In our first opinion, we instructed the district court to consider one question on remand: Was defense counsel ineffective for failing to pursue an argument that the State never established the voluntary act requirement? 311 Kan. at 561-62, 465 P.3d 166. Roger Struble, Dinkel's trial counsel, was the only witness at the hearing on remand. The district court found that Struble argued throughout the trial Dinkel was raped and blackmailed, that he presented evidence to support that argument, that he asked the court for instructions on the elements of rape and blackmail, and that he filed a motion for acquittal that asserted Dinkel should be acquitted because she did not have the requisite intent for the charged crimes and acknowledged that the jury "was not so instructed."

Based on these findings, the court concluded Struble had not performed deficiently. The court reasoned "the lack of voluntary action by the defendant r[an] throughout the[ ] arguments," "the defense's requested jury instructions were consistent with this Court's experience in jury trials," and "[t]his court has never had a defense attorney request specific jury instructions outside the standard PIK instructions to distinguish the actus reus and the statutory culpable mental state or to specifically instruct the jury that the State must prove the defendant engaged in a voluntary act."

Before us, Dinkel acknowledges Struble argued throughout the trial that K.H. raped her and blackmailed her into having sex and requested instructions on the elements of rape and blackmail. But she contends this is not the same as arguing "the voluntariness issue to the jury" and requesting an instruction on the actus reus. We agree.
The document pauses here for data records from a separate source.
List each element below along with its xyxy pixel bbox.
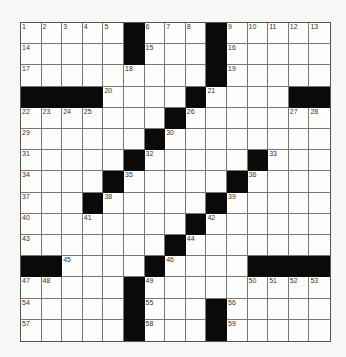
grid-cell[interactable]: 35: [124, 171, 145, 192]
grid-cell[interactable]: [165, 214, 186, 235]
grid-cell[interactable]: 56: [227, 299, 248, 320]
grid-cell[interactable]: [309, 171, 330, 192]
grid-cell[interactable]: [289, 235, 310, 256]
grid-cell[interactable]: 53: [309, 277, 330, 298]
grid-cell[interactable]: 37: [21, 193, 42, 214]
grid-cell[interactable]: [248, 299, 269, 320]
grid-cell[interactable]: [124, 214, 145, 235]
grid-cell[interactable]: 16: [227, 44, 248, 65]
grid-cell[interactable]: [42, 193, 63, 214]
grid-cell[interactable]: [165, 277, 186, 298]
grid-cell[interactable]: 45: [62, 256, 83, 277]
grid-cell[interactable]: 9: [227, 23, 248, 44]
grid-cell[interactable]: [289, 65, 310, 86]
grid-cell[interactable]: 23: [42, 108, 63, 129]
grid-cell[interactable]: [309, 65, 330, 86]
grid-cell[interactable]: [268, 108, 289, 129]
grid-cell[interactable]: 48: [42, 277, 63, 298]
grid-cell[interactable]: [124, 87, 145, 108]
grid-cell[interactable]: [83, 150, 104, 171]
grid-cell[interactable]: [206, 108, 227, 129]
grid-cell[interactable]: [289, 299, 310, 320]
grid-cell[interactable]: 44: [186, 235, 207, 256]
grid-cell[interactable]: 32: [145, 150, 166, 171]
grid-cell[interactable]: [186, 256, 207, 277]
grid-cell[interactable]: [227, 129, 248, 150]
grid-cell[interactable]: [83, 171, 104, 192]
grid-cell[interactable]: [42, 44, 63, 65]
grid-cell[interactable]: [186, 299, 207, 320]
grid-cell[interactable]: [309, 44, 330, 65]
grid-cell[interactable]: [248, 108, 269, 129]
grid-cell[interactable]: [83, 44, 104, 65]
grid-cell[interactable]: [103, 277, 124, 298]
grid-cell[interactable]: [248, 320, 269, 341]
grid-cell[interactable]: [227, 87, 248, 108]
grid-cell[interactable]: 21: [206, 87, 227, 108]
grid-cell[interactable]: [289, 320, 310, 341]
grid-cell[interactable]: 38: [103, 193, 124, 214]
grid-cell[interactable]: 15: [145, 44, 166, 65]
grid-cell[interactable]: [42, 150, 63, 171]
grid-cell[interactable]: [145, 171, 166, 192]
grid-cell[interactable]: 36: [248, 171, 269, 192]
grid-cell[interactable]: [268, 320, 289, 341]
grid-cell[interactable]: [248, 65, 269, 86]
grid-cell[interactable]: 28: [309, 108, 330, 129]
grid-cell[interactable]: [227, 214, 248, 235]
grid-cell[interactable]: [248, 129, 269, 150]
grid-cell[interactable]: [62, 65, 83, 86]
grid-cell[interactable]: [124, 256, 145, 277]
grid-cell[interactable]: 52: [289, 277, 310, 298]
grid-cell[interactable]: [165, 65, 186, 86]
grid-cell[interactable]: 51: [268, 277, 289, 298]
grid-cell[interactable]: [206, 256, 227, 277]
grid-cell[interactable]: [206, 129, 227, 150]
grid-cell[interactable]: [42, 235, 63, 256]
grid-cell[interactable]: 6: [145, 23, 166, 44]
grid-cell[interactable]: [124, 129, 145, 150]
grid-cell[interactable]: [103, 214, 124, 235]
grid-cell[interactable]: 30: [165, 129, 186, 150]
grid-cell[interactable]: [206, 150, 227, 171]
grid-cell[interactable]: [103, 65, 124, 86]
grid-cell[interactable]: [124, 235, 145, 256]
grid-cell[interactable]: [186, 193, 207, 214]
grid-cell[interactable]: [227, 277, 248, 298]
grid-cell[interactable]: [165, 299, 186, 320]
grid-cell[interactable]: [206, 235, 227, 256]
grid-cell[interactable]: [145, 214, 166, 235]
grid-cell[interactable]: [206, 277, 227, 298]
grid-cell[interactable]: [124, 193, 145, 214]
grid-cell[interactable]: [309, 193, 330, 214]
grid-cell[interactable]: [42, 65, 63, 86]
grid-cell[interactable]: [103, 256, 124, 277]
grid-cell[interactable]: 4: [83, 23, 104, 44]
grid-cell[interactable]: [62, 277, 83, 298]
grid-cell[interactable]: [309, 320, 330, 341]
grid-cell[interactable]: 12: [289, 23, 310, 44]
grid-cell[interactable]: [103, 299, 124, 320]
grid-cell[interactable]: [83, 299, 104, 320]
grid-cell[interactable]: [268, 65, 289, 86]
grid-cell[interactable]: [165, 150, 186, 171]
grid-cell[interactable]: [309, 150, 330, 171]
grid-cell[interactable]: [165, 44, 186, 65]
grid-cell[interactable]: [268, 299, 289, 320]
grid-cell[interactable]: 49: [145, 277, 166, 298]
grid-cell[interactable]: [248, 235, 269, 256]
grid-cell[interactable]: 40: [21, 214, 42, 235]
grid-cell[interactable]: 43: [21, 235, 42, 256]
grid-cell[interactable]: [289, 193, 310, 214]
grid-cell[interactable]: 19: [227, 65, 248, 86]
grid-cell[interactable]: [289, 171, 310, 192]
grid-cell[interactable]: [268, 235, 289, 256]
grid-cell[interactable]: [309, 129, 330, 150]
grid-cell[interactable]: 11: [268, 23, 289, 44]
grid-cell[interactable]: [186, 277, 207, 298]
grid-cell[interactable]: 58: [145, 320, 166, 341]
grid-cell[interactable]: [42, 171, 63, 192]
grid-cell[interactable]: 5: [103, 23, 124, 44]
grid-cell[interactable]: [83, 235, 104, 256]
grid-cell[interactable]: [248, 44, 269, 65]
It is true Struble presented Dinkel's version of the events to the jury. But nothing in his arguments or the instructions told the jury how it could use these defenses. The jury was instructed to apply the law that the court gave it. That law provided that Dinkel was guilty of rape if sexual intercourse occurred at certain times, Dinkel knowingly engaged in the act, and K.H. was under 14 years old. It instructed the jury that Dinkel acted knowingly if she was aware of the nature of her conduct. The State proved that sexual intercourse occurred at least once during the described time period, that Dinkel was aware of what was happening, and that K.H. was under 14 years old. Even if the jury believed Dinkel's defenses, the instructions offered no avenue for the jury to find she was not guilty. Thus, regardless of how aggressively or completely Struble presented Dinkel's claims, without any argument or instruction on the State's burden to prove that Dinkel's acts had to be voluntary, her claims were legally irrelevant.

In arguing Struble was deficient, Dinkel focuses on Struble's failure to request or provide the court a jury instruction explaining how her defenses were relevant to the State's burden. While this was surely a problem, it was a result of an earlier misstep—Struble never crafted a workable defense. He theorized that Dinkel was not guilty because she was raped and blackmailed, but it seems he rested this theory on a gut feeling and thus pursed a defense strategy that equated to jury nullification. In closing, Struble argued:

"Brooke Dinkel was the victim on the 26th. We'll have a little dispute here that you're going to have to solve because what I'm telling you is, it's only common sense that a person who is under the age of 14 can rape an older person.
"If not, a person under the age of 14 could go out and forcefully attack women up to the age of 50, apparently, or older, and do so with impunity.
"And, in fact, any victim that he creates is going to be charged by the State as having raped them, because the elements are different, the elements being you don't need to know their age, you just have to have sex with them. And you're too young to consent. That just doesn't make sense.
"What I'm submitting to you, ladies and gentlemen, that's the act that occurred. She is not guilty.
....
"If you believe there are circumstances, even though they've proven elements, the instruction says you should find her guilty. It doesn't say you have to.
"And I'm asking you to find her not guilty."